Canfield High School wins state speech tournament
By Denise Dick
Canfield
Canfield High School took first place in last weekend’s Ohio High School Speech League State Tournament, a first in the history of the school’s program.
Students from Canfield and from Austintown Fitch also topped competitors from across the state in four categories.
“It really has been an evolution over the last several years,” said Jeremy Hamilton, director of Canfield’s speech and debate program for the past six years.
The program has been at Canfield since at least the 1970s, and last weekend marked the speech and debate team’s first time as state champion.
The Canfield team earned 12.5 points more than the second-place winner, the biggest margin of victory since 2009.
“Each year, we’ve got more and more students buying into what it takes to become a champion,” he said.
The school had been state runner-up the previous two years.
“It’s been our senior classes,” Hamilton said. “Each of them graduated and lifted that bar higher and higher.”
The seniors provide the leadership for the team.
Saturday evening’s awards ceremony at which the winners were announced generated a lot of excitement for the team.
“We were all on cloud nine over the weekend, and today, we’re just walking around kind of basking in it,” Hamilton said.
Canfield also won the G. Robert Santo Award for combined excellence in Drama, Humor and Duo. It was the first year for the award.
The teams from Austintown and Cardinal Mooney placed fifth and seventh, respectively.
The tournament this weekend at Canfield High School was the culminating event for the speech-and-debate season and drew about 900 students from 81 schools across Ohio.
The speech season begins in October and runs most Saturdays through the fall and winter.
Categories include debate and individual events ranging from Humorous Interpretation and Dramatic Interpretation to Prose/ Poetry Reading and Impromptu Speaking.
The state champions from Canfield are Nathan Pecchia, who won in the Dramatic Interpretation category, and Andrik Massaro, who won in Lincoln-Douglas Debate.
From Austintown, Jarrett Kerpsack and Logan Pasqual are state champs in Duo Interpretation and Albert Jordan is state champion in Oratorical Interpretation.
Several other Mahoning Valley students placed within the top seven in various categories.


**Exercise goal**: After locating "Locate an element" in the listing below, copy that line and each one after it exactly, ending with the line that has "This screenshot has".

**Materials provided**:
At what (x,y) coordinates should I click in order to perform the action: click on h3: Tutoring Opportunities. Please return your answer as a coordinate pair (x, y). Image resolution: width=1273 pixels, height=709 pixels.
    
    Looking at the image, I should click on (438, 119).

---

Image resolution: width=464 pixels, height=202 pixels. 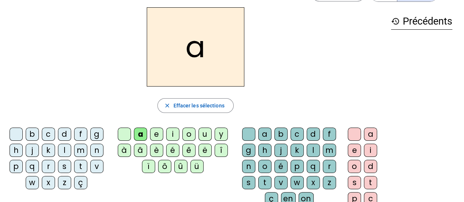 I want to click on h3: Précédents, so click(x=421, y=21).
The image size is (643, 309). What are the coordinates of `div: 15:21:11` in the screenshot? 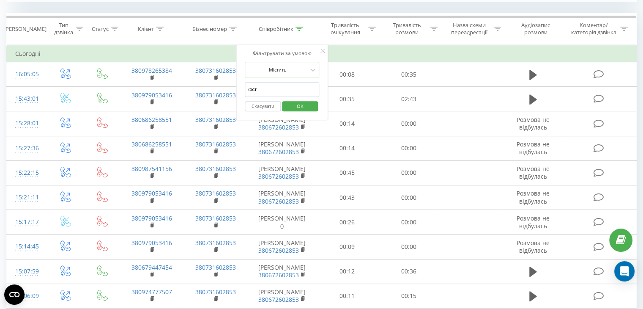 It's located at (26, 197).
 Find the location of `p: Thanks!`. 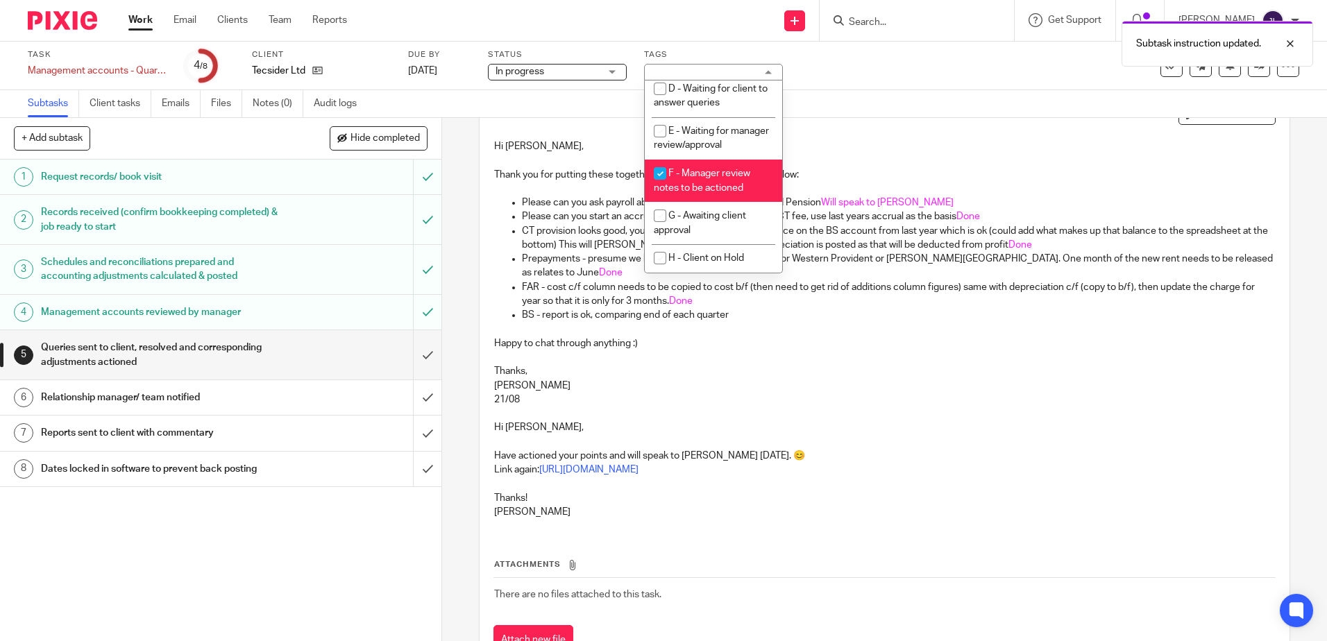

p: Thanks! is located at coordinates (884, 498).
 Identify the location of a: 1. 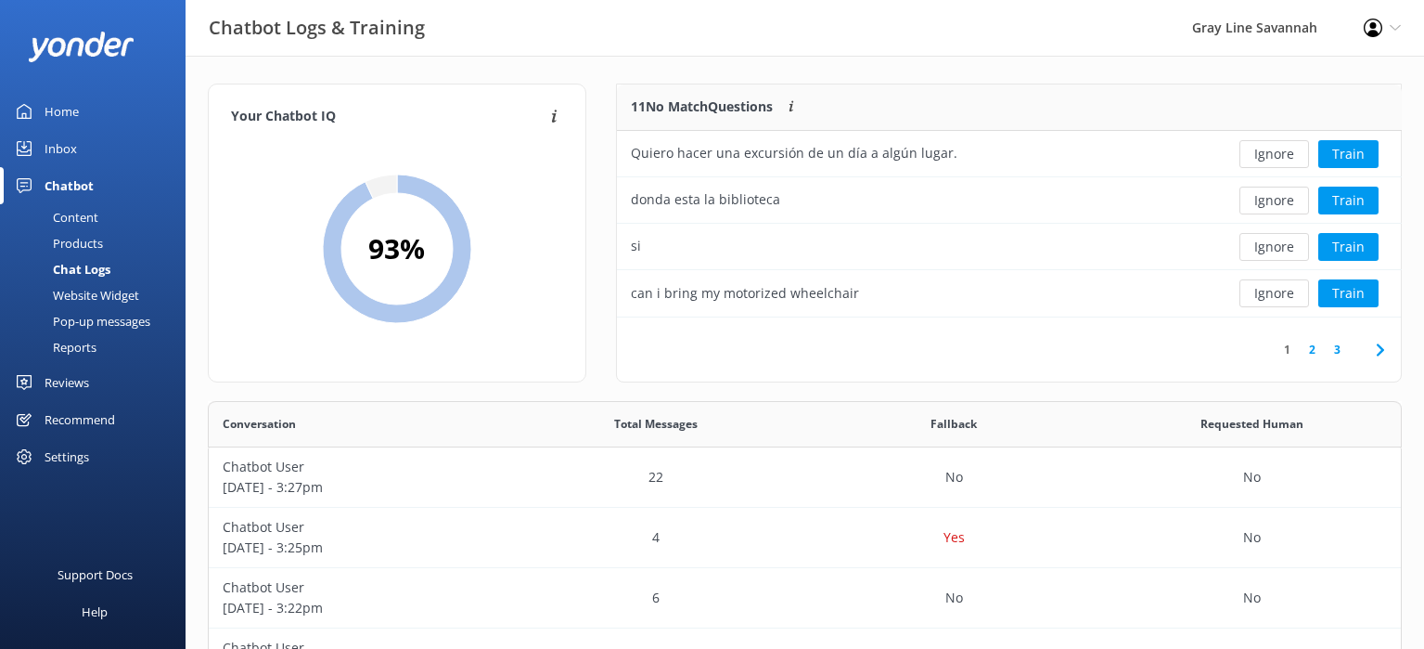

==

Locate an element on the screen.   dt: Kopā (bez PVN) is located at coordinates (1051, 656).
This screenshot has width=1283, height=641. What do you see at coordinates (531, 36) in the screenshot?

**Response**:
Locate an element on the screen.   dt: Kopā (bez PVN) is located at coordinates (1051, 656).
This screenshot has width=1283, height=641. What do you see at coordinates (531, 36) in the screenshot?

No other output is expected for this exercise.